With the configuration I’d added to org.ops4j.pax.logging.cfg
above (so logging at DEBUG level) the RFXcom binding logs lines like this to C:\openhab2\userdata\logs\rfxcom.log.json
:
{"thread":"Thread-64","level":"DEBUG","loggerName":"org.openhab.binding.rfxcom.internal.handler.RFXComBridgeHandler","message":"Message received: Raw data = 0A52099D070100EF340189, Packet type = TEMPERATURE_HUMIDITY, Seq number = 157, Sub type = TH9, Device Id = 1793, Temperature = 23.900000000000002, Humidity = 52, Humidity status = COMFORT, Signal level = 8, Battery level = 9","endOfBatch":false,"loggerFqcn":"org.ops4j.pax.logging.slf4j.Slf4jLogger","instant":{"epochSecond":1597499020,"nanoOfSecond":540000000},"threadId":186,"threadPriority":5}
I then set up Filebeat as per the logz.io
instructions.

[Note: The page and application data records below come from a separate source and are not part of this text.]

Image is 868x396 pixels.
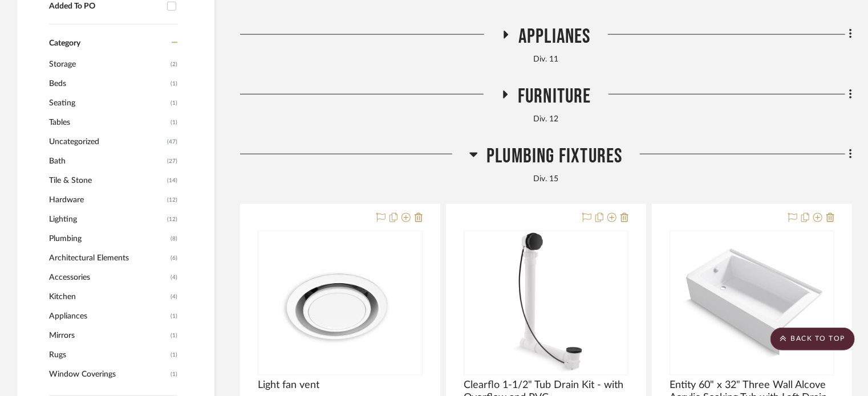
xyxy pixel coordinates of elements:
[171,113,177,131] span: (1)
[240,113,852,126] div: Div. 12
[49,210,164,229] span: Lighting
[167,191,177,209] span: (12)
[518,84,592,109] span: Furniture
[171,249,177,268] span: (6)
[475,232,618,374] img: Clearflo 1-1/2" Tub Drain Kit - with Overflow and PVC
[49,307,168,326] span: Appliances
[49,2,161,12] div: Added To PO
[49,326,168,345] span: Mirrors
[167,210,177,228] span: (12)
[49,190,164,210] span: Hardware
[49,364,168,384] span: Window Coverings
[681,232,824,374] img: Entity 60" x 32" Three Wall Alcove Acrylic Soaking Tub with Left Drain
[49,74,168,93] span: Beds
[240,173,852,186] div: Div. 15
[49,248,168,268] span: Architectural Elements
[171,75,177,93] span: (1)
[486,144,623,169] span: Plumbing Fixtures
[167,133,177,151] span: (47)
[49,287,168,307] span: Kitchen
[259,245,421,362] img: Light fan vent
[49,55,168,74] span: Storage
[171,326,177,345] span: (1)
[167,152,177,171] span: (27)
[240,54,852,66] div: Div. 11
[49,93,168,113] span: Seating
[167,172,177,190] span: (14)
[49,132,164,152] span: Uncategorized
[49,345,168,364] span: Rugs
[258,379,319,391] span: Light fan vent
[49,171,164,190] span: Tile & Stone
[518,25,591,49] span: Applianes
[171,269,177,287] span: (4)
[171,346,177,364] span: (1)
[49,229,168,248] span: Plumbing
[171,365,177,384] span: (1)
[171,230,177,248] span: (8)
[49,113,168,132] span: Tables
[49,152,164,171] span: Bath
[49,39,81,48] span: Category
[49,268,168,287] span: Accessories
[171,307,177,325] span: (1)
[770,328,855,350] scroll-to-top-button: BACK TO TOP
[171,288,177,306] span: (4)
[171,55,177,74] span: (2)
[171,94,177,112] span: (1)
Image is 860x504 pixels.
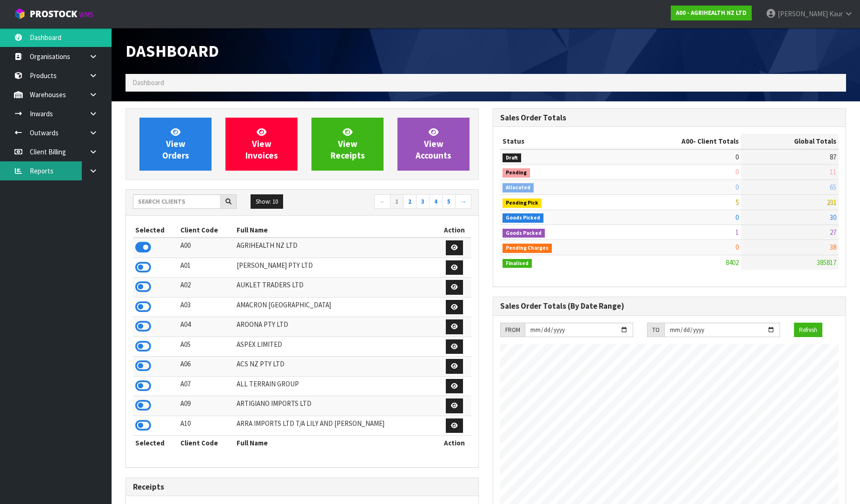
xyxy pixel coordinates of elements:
[830,153,836,161] span: 87
[225,118,298,170] a: ViewInvoices
[235,415,438,436] td: ARRA IMPORTS LTD T/A LILY AND [PERSON_NAME]
[139,118,212,170] a: ViewOrders
[438,436,472,450] th: Action
[455,194,472,209] a: →
[736,153,739,161] span: 0
[736,197,739,206] span: 5
[235,336,438,356] td: ASPEX LIMITED
[178,415,235,436] td: A10
[235,238,438,258] td: AGRIHEALTH NZ LTD
[648,323,664,337] div: TO
[162,126,189,161] span: View Orders
[736,213,739,222] span: 0
[500,134,613,149] th: Status
[133,194,221,208] input: Search clients
[503,229,545,238] span: Goods Packed
[736,242,739,251] span: 0
[671,6,752,21] a: A00 - AGRIHEALTH NZ LTD
[736,167,739,176] span: 0
[830,227,836,236] span: 27
[503,169,530,177] span: Pending
[778,10,828,18] span: [PERSON_NAME]
[251,194,283,209] button: Show: 10
[235,277,438,297] td: AUKLET TRADERS LTD
[503,183,534,192] span: Allocated
[14,8,25,20] img: cube-alt.png
[830,10,843,18] span: Kaur
[309,194,472,211] nav: Page navigation
[503,199,542,207] span: Pending Pick
[830,183,836,192] span: 65
[403,194,417,209] a: 2
[442,194,456,209] a: 5
[817,258,836,266] span: 385817
[741,134,839,149] th: Global Totals
[416,194,430,209] a: 3
[235,376,438,396] td: ALL TERRAIN GROUP
[312,118,383,170] a: ViewReceipts
[331,126,365,161] span: View Receipts
[429,194,442,209] a: 4
[178,317,235,337] td: A04
[676,9,747,17] strong: A00 - AGRIHEALTH NZ LTD
[178,336,235,356] td: A05
[830,242,836,251] span: 38
[133,78,164,87] span: Dashboard
[398,118,469,170] a: ViewAccounts
[178,396,235,416] td: A09
[246,126,278,161] span: View Invoices
[29,8,77,20] span: ProStock
[503,153,521,163] span: Draft
[374,194,391,209] a: ←
[500,114,839,122] h3: Sales Order Totals
[178,436,235,450] th: Client Code
[726,258,739,266] span: 8402
[79,10,93,19] small: WMS
[390,194,403,209] a: 1
[133,223,178,238] th: Selected
[503,259,532,268] span: Finalised
[235,258,438,277] td: [PERSON_NAME] PTY LTD
[503,213,543,223] span: Goods Picked
[503,243,552,253] span: Pending Charges
[178,258,235,277] td: A01
[235,356,438,376] td: ACS NZ PTY LTD
[613,134,741,149] th: - Client Totals
[235,223,438,238] th: Full Name
[235,317,438,337] td: AROONA PTY LTD
[827,197,836,206] span: 231
[178,356,235,376] td: A06
[178,238,235,258] td: A00
[178,223,235,238] th: Client Code
[500,323,525,337] div: FROM
[500,301,839,310] h3: Sales Order Totals (By Date Range)
[235,396,438,416] td: ARTIGIANO IMPORTS LTD
[133,436,178,450] th: Selected
[235,436,438,450] th: Full Name
[736,183,739,192] span: 0
[178,277,235,297] td: A02
[126,41,219,61] span: Dashboard
[235,297,438,317] td: AMACRON [GEOGRAPHIC_DATA]
[415,126,451,161] span: View Accounts
[438,223,472,238] th: Action
[736,227,739,236] span: 1
[133,483,472,491] h3: Receipts
[830,167,836,176] span: 11
[830,213,836,222] span: 30
[178,376,235,396] td: A07
[682,137,693,145] span: A00
[794,323,823,337] button: Refresh
[178,297,235,317] td: A03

My config file C:\ProgramData\Elastic\Beats\filebeat\filebeat.yml
looks like this:
############################# Filebeat #####################################
filebeat.inputs:
- type: log
paths:
- C:\openhab2\userdata\logs\rfxcom.log.json
fields:
logzio_codec: json
token: <removed, use your own :)>
type: rfxcom json
fields_under_root: true
encoding: utf-8
ignore_older: 3h
#For version 6.x and lower
#filebeat.registry_file: 'C:\ProgramData\Filebeat\registry'
#For version 7 and higher
filebeat.registry.path: 'C:\ProgramData\Elastic\Beats\filebeat'
#The following processors are to ensure compatibility with version 7
processors:
- rename:
fields:
- from: "agent"
to: "beat_agent"
ignore_missing: true
- rename:
fields:
- from: "log.file.path"
to: "source"
ignore_missing: true
# I added this 'dissect' section, the rest is generated by the logz.io wizard
- dissect:
tokenizer: "%{}Message received: Raw data = %{rfxcom.raw_data}, Packet type = TEMPERATURE_HUMIDITY, Seq number = %{rfxcom.sequence_number}, Sub type = TH9, Device Id = %{rfxcom.device_id}, Temperature = %{rfxcom.temperature}, Humidity = %{rfxcom.humidity}, Humidity status = %{rfxcom.humidity_status}, Signal level = %{rfxcom.signal_level}, Battery level = %{rfxcom.battery_level}\"%{}"
field: "message"
target_prefix: ""
############################# Output ##########################################
output:
logstash:
hosts: ["listener.logz.io:5015"]
ssl:
certificate_authorities: ['C:\ProgramData\Elastic\Beats\filebeat\TrustExternalCARoot_and_USERTrustRSAAAACA.crt']
Yes I can hear the groans but the ‘dissect’ section converts the log line into individual elements, and we can change the type of those in Kibana so that we can plot them. It’s cheap and cheerful and I’m lucky that the RFXcom binding logs just the thing I need, but it works! I’m also not doing anything special with timestamps, just using the time the message is seen.
If it works then in Kibana Discover messages will look like this:
(more images to come)
So success! It’s a bit clunky but and not exactly robust, but I can now get alerts from the Cloud when my freezer gets too hot. I’m still surprised you can put one those cheap 433.92MHz temperature sensors in a freezer and they just work but it seems they do!